Geezer Butler - The Very Best of Geezer Butler [CD]

BMG Rights Management (UK) Ltd

  • £11.86

Format: CD
Catalogue No.: 4050538674002
Release Date: 30th July 2021
Genre: Rock

TRACK LISTING
1. Drive Boy, Shooting / 2. Man in a Suitcase / 3. Misfit / 4. The Invisible / 5. Box of Six / 6. Pardon My Depression / 7. House of Clouds / 8. Mysterons / 9. Aural Sects / 10. Detective 27 / 11. Number 5 / 12. I Believe / 13. Catatonic Eclipse / 14. Among the Cybermen / 15. Prisoner 103 / 16. Plastic Planet / 17. Area Code 51

Geezer Butler, founder member of Black Sabbath, presents his selection of tracks from his three iconic solo albums for the first time ever. ‘Plastic Planet’ was originally released in 1995 under the name g/z/r and featured Burton C. Bell of Californian industrial/groove metal pioneers Fear Factory on vocals and is considered a classic of 90s metal. The album perfectly melded Geezer’s roots in doomy blues rock to the industrial influenced metal sound that was a key element in pushing the genre forward in the nineties. Returning in 1997 with ‘Black Science’ and originally released this time under the name Geezer, this album saw Butler once again working with drummer Deen Castronovo and guitarist Pedro Howse, and like ‘Plastic Planet’, was produced by Butler and Paul Northfield (Rush, Alice Cooper, Suicidal Tendencies, Dream Theater etc). Bell was unable to provide vocals this time due to commitments with Fear Factory, but his industrial boots were more than adequality filled by the then completely unknown Clark Brown who stepped up to the plate and delivered an impressively powerful vocal performance over the album’s high-energy and heavy power grooves.

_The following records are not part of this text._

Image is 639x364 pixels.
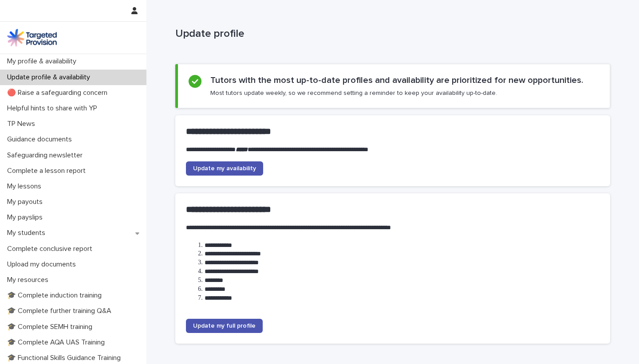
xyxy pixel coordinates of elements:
[4,135,79,143] p: Guidance documents
[4,354,128,362] p: 🎓 Functional Skills Guidance Training
[4,120,42,128] p: TP News
[4,261,83,269] p: Upload my documents
[4,229,53,237] p: My students
[186,319,263,333] a: Update my full profile
[193,322,255,329] span: Update my full profile
[4,104,105,113] p: Helpful hints to share with YP
[210,75,584,85] h2: Tutors with the most up-to-date profiles and availability are prioritized for new opportunities.
[4,167,93,175] p: Complete a lesson report
[4,151,90,160] p: Safeguarding newsletter
[4,276,55,284] p: My resources
[4,307,118,315] p: 🎓 Complete further training Q&A
[210,89,497,97] p: Most tutors update weekly, so we recommend setting a reminder to keep your availability up-to-date.
[4,182,48,191] p: My lessons
[4,198,50,206] p: My payouts
[4,322,99,331] p: 🎓 Complete SEMH training
[4,74,97,82] p: Update profile & availability
[4,291,109,300] p: 🎓 Complete induction training
[175,27,606,40] p: Update profile
[4,89,115,97] p: 🔴 Raise a safeguarding concern
[4,213,50,221] p: My payslips
[4,57,84,65] p: My profile & availability
[7,29,56,46] img: M5nRWzHhSzIhMunXDL62
[4,339,112,347] p: 🎓 Complete AQA UAS Training
[186,162,264,175] a: Update my availability
[193,165,256,172] span: Update my availability
[4,245,99,253] p: Complete conclusive report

With 2005’s ‘Ohmwork’, gone were the industrial metal influences of the previous decade, but Butler still steadfastly refused to hark back to the past and kept everything contemporary, drawing on influences, as a keen follower of music, on everything that was happening in rock at the time. From the pedal to the metal of ‘Aural Sects’ to the epic, neo-psychedelia of ‘I Believe’, ‘Ohmwork’ was a fitting finale to Geezer’s solo album trilogy.